Home sales and prices were down and foreclosures up throughout northeast Phoenix as the nationwide housing slump continued through 2008.
Research from a variety of sources showed that in five ZIP codes in northeast Phoenix, 350 fewer homes changed hands in 2008 compared to a year earlier, a decline of more than 15 percent from year to year.
In all of Phoenix, home values dropped 33 percent from October 2007 to October 2008, according to ASU Professor Karl Guntermann’s Repeat Sales Index Report for January. For the northeast section, including Scottsdale and Fountain Hills, the decline was 21.5 percent, perhaps a closer indicator of what has been happening in northeast Phoenix.
“It appears that the rapid, double-digit rates of decline that began in March 2008 are slowing and that the annual rate will bottom out at declines of 30 to 35 percent,” the report says. “It will be much later in 2009 before the decline in the index reaches zero, which would mean that actual house prices have stopped falling.”
The report says median prices Valley-wide in October dropped to levels last seen in March 2004, and preliminary medians for November and December have declined to levels of October 2003 and April 2002, “essentially eliminating all appreciation in house prices from the current cycle.”
The run-up in prices began in 2004, peaked in 2006 and started dropping substantially at the start of 2008, the report indicates.
Northeast Phoenix dodged the bullet for a while, said Jim Belfiore of Belfiore Real Estate Consulting. But it is catching up now.
He said condos especially are in trouble, with costs of land and construction far outpacing the prices developers can hope to get for their units. He said he expects several projects to fail in 2009.
What few buyers are out there are looking for bargains, he said, and when single-family homes’ mortgage payments are equal to or less than apartment rents, apartment occupancy suffers as well.
He said he expects prices of both new and resale homes to reach a bottom sometime in 2009.
“Once they stabilize, interest and lending are likely to come back,” he said.
Until then, lenders remain skeptical, with high down payments and, in some cases, high interest rates required.
Foreclosures, which have driven prices down, rose in northeast Phoenix from 287 in the year that ended in October 2007 to 807 a year later.
Most of the sales and most of the foreclosures were in ZIP code 85032, bordered by Cactus and Cave Creek roads, Union Hills Drive and Tatum Boulevard. That area, which generally has lower priced homes, saw 665 sales in 2008, and 428 foreclosures.
By constrast, ZIP code 85254, east of Tatum, had 537 sales but only 177 foreclosures.
Echo Farrell of Farrell Fine Homes in Paradise Valley recently began a service for homeowners in danger of foreclosure. She is helping them refinance loans or otherwise dodge the prospect of losing their homes.
She said people losing and buying foreclosed homes are a distinguishing feature of the current downturn. Otherwise, she said, the business in the northeast part of the Valley has not changed much.
Another Realtor said the market is shaky.
“It’s crazy right now,” said Andrew Holm, a Scottsdale Realtor who works in Desert Ridge and Kierland. “I’ve been in this business eight years and it is extremely different from what I have seen.”
Buyers are offering 20 to 30 percent below asking prices, Holm said, even if sellers would never accept their bids.
“We now get appraisals up front, before listing,” he said. “Appraiser and lenders are being so conservative. What matters is not what the seller wants or needs, it is what the lender will lend.”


> **Work order**: Copy every record word for word. Pictures are not part of the copy.

● ● ● ●

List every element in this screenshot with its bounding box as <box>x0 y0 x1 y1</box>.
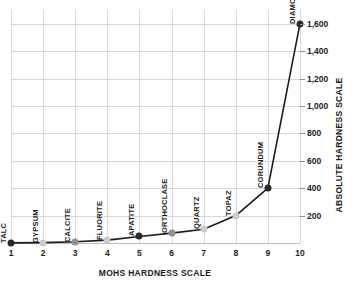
mineral-label-diamond: DIAMOND <box>288 0 297 24</box>
y-tick-800: 800 <box>307 128 321 138</box>
data-point-marker <box>200 226 207 233</box>
mineral-label-orthoclase: ORTHOCLASE <box>160 179 169 234</box>
y-tick-mark <box>300 216 305 217</box>
data-point-marker <box>104 237 111 244</box>
x-axis-line <box>11 243 300 244</box>
series-line <box>11 24 300 243</box>
data-point-marker <box>136 233 143 240</box>
y-tick-mark <box>300 133 305 134</box>
mineral-label-topaz: TOPAZ <box>224 190 233 216</box>
y-tick-400: 400 <box>307 183 321 193</box>
y-tick-mark <box>300 51 305 52</box>
y-tick-mark <box>300 106 305 107</box>
mineral-label-quartz: QUARTZ <box>192 197 201 229</box>
y-tick-mark <box>300 24 305 25</box>
data-point-marker <box>232 212 239 219</box>
data-point-marker <box>40 239 47 246</box>
x-tick-3: 3 <box>73 248 78 258</box>
x-tick-8: 8 <box>233 248 238 258</box>
x-tick-4: 4 <box>105 248 110 258</box>
mineral-label-fluorite: FLUORITE <box>95 201 104 240</box>
mineral-label-corundum: CORUNDUM <box>256 142 265 188</box>
y-tick-1600: 1,600 <box>307 19 328 29</box>
gridline-vertical <box>300 10 301 243</box>
x-tick-1: 1 <box>9 248 14 258</box>
y-tick-mark <box>300 188 305 189</box>
mineral-label-gypsum: GYPSUM <box>31 209 40 243</box>
data-point-marker <box>264 185 271 192</box>
x-tick-10: 10 <box>295 248 304 258</box>
hardness-curve <box>11 10 300 243</box>
y-tick-mark <box>300 161 305 162</box>
mineral-label-apatite: APATITE <box>127 204 136 236</box>
y-tick-mark <box>300 79 305 80</box>
x-tick-2: 2 <box>41 248 46 258</box>
x-tick-5: 5 <box>137 248 142 258</box>
y-tick-1400: 1,400 <box>307 46 328 56</box>
mineral-label-talc: TALC <box>0 223 8 243</box>
y-tick-1000: 1,000 <box>307 101 328 111</box>
x-tick-6: 6 <box>169 248 174 258</box>
data-point-marker <box>168 230 175 237</box>
x-tick-9: 9 <box>266 248 271 258</box>
y-tick-600: 600 <box>307 156 321 166</box>
y-tick-1200: 1,200 <box>307 74 328 84</box>
y-axis-title-text: ABSOLUTE HARDNESS SCALE <box>334 77 344 212</box>
data-point-marker <box>8 239 15 246</box>
x-tick-7: 7 <box>201 248 206 258</box>
mohs-hardness-chart: TALCGYPSUMCALCITEFLUORITEAPATITEORTHOCLA… <box>0 0 359 289</box>
y-axis-title: ABSOLUTE HARDNESS SCALE <box>331 0 347 289</box>
data-point-marker <box>72 238 79 245</box>
x-axis-title: MOHS HARDNESS SCALE <box>0 268 310 278</box>
y-tick-200: 200 <box>307 211 321 221</box>
mineral-label-calcite: CALCITE <box>63 208 72 242</box>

● ● ● ●

> **Answer for the task**:
List every element in this screenshot with its bounding box as <box>x0 y0 x1 y1</box>.
mineral-label-diamond: DIAMOND <box>288 0 297 24</box>
y-tick-800: 800 <box>307 128 321 138</box>
data-point-marker <box>200 226 207 233</box>
mineral-label-orthoclase: ORTHOCLASE <box>160 179 169 234</box>
y-tick-mark <box>300 216 305 217</box>
data-point-marker <box>104 237 111 244</box>
x-axis-line <box>11 243 300 244</box>
series-line <box>11 24 300 243</box>
data-point-marker <box>136 233 143 240</box>
y-tick-mark <box>300 133 305 134</box>
mineral-label-topaz: TOPAZ <box>224 190 233 216</box>
y-tick-400: 400 <box>307 183 321 193</box>
y-tick-mark <box>300 51 305 52</box>
y-tick-mark <box>300 106 305 107</box>
mineral-label-quartz: QUARTZ <box>192 197 201 229</box>
y-tick-mark <box>300 24 305 25</box>
data-point-marker <box>232 212 239 219</box>
data-point-marker <box>40 239 47 246</box>
x-tick-3: 3 <box>73 248 78 258</box>
x-tick-8: 8 <box>233 248 238 258</box>
x-tick-4: 4 <box>105 248 110 258</box>
mineral-label-fluorite: FLUORITE <box>95 201 104 240</box>
mineral-label-corundum: CORUNDUM <box>256 142 265 188</box>
y-tick-1600: 1,600 <box>307 19 328 29</box>
gridline-vertical <box>300 10 301 243</box>
x-tick-1: 1 <box>9 248 14 258</box>
y-tick-mark <box>300 188 305 189</box>
mineral-label-gypsum: GYPSUM <box>31 209 40 243</box>
data-point-marker <box>264 185 271 192</box>
x-tick-10: 10 <box>295 248 304 258</box>
hardness-curve <box>11 10 300 243</box>
y-tick-mark <box>300 161 305 162</box>
mineral-label-apatite: APATITE <box>127 204 136 236</box>
y-tick-mark <box>300 79 305 80</box>
x-tick-2: 2 <box>41 248 46 258</box>
x-tick-5: 5 <box>137 248 142 258</box>
y-tick-1400: 1,400 <box>307 46 328 56</box>
mineral-label-talc: TALC <box>0 223 8 243</box>
y-tick-1000: 1,000 <box>307 101 328 111</box>
x-tick-6: 6 <box>169 248 174 258</box>
data-point-marker <box>168 230 175 237</box>
x-tick-9: 9 <box>266 248 271 258</box>
y-tick-600: 600 <box>307 156 321 166</box>
y-tick-1200: 1,200 <box>307 74 328 84</box>
y-axis-title-text: ABSOLUTE HARDNESS SCALE <box>334 77 344 212</box>
data-point-marker <box>8 239 15 246</box>
x-tick-7: 7 <box>201 248 206 258</box>
mohs-hardness-chart: TALCGYPSUMCALCITEFLUORITEAPATITEORTHOCLA… <box>0 0 359 289</box>
y-axis-title: ABSOLUTE HARDNESS SCALE <box>331 0 347 289</box>
data-point-marker <box>72 238 79 245</box>
x-axis-title: MOHS HARDNESS SCALE <box>0 268 310 278</box>
y-tick-200: 200 <box>307 211 321 221</box>
mineral-label-calcite: CALCITE <box>63 208 72 242</box>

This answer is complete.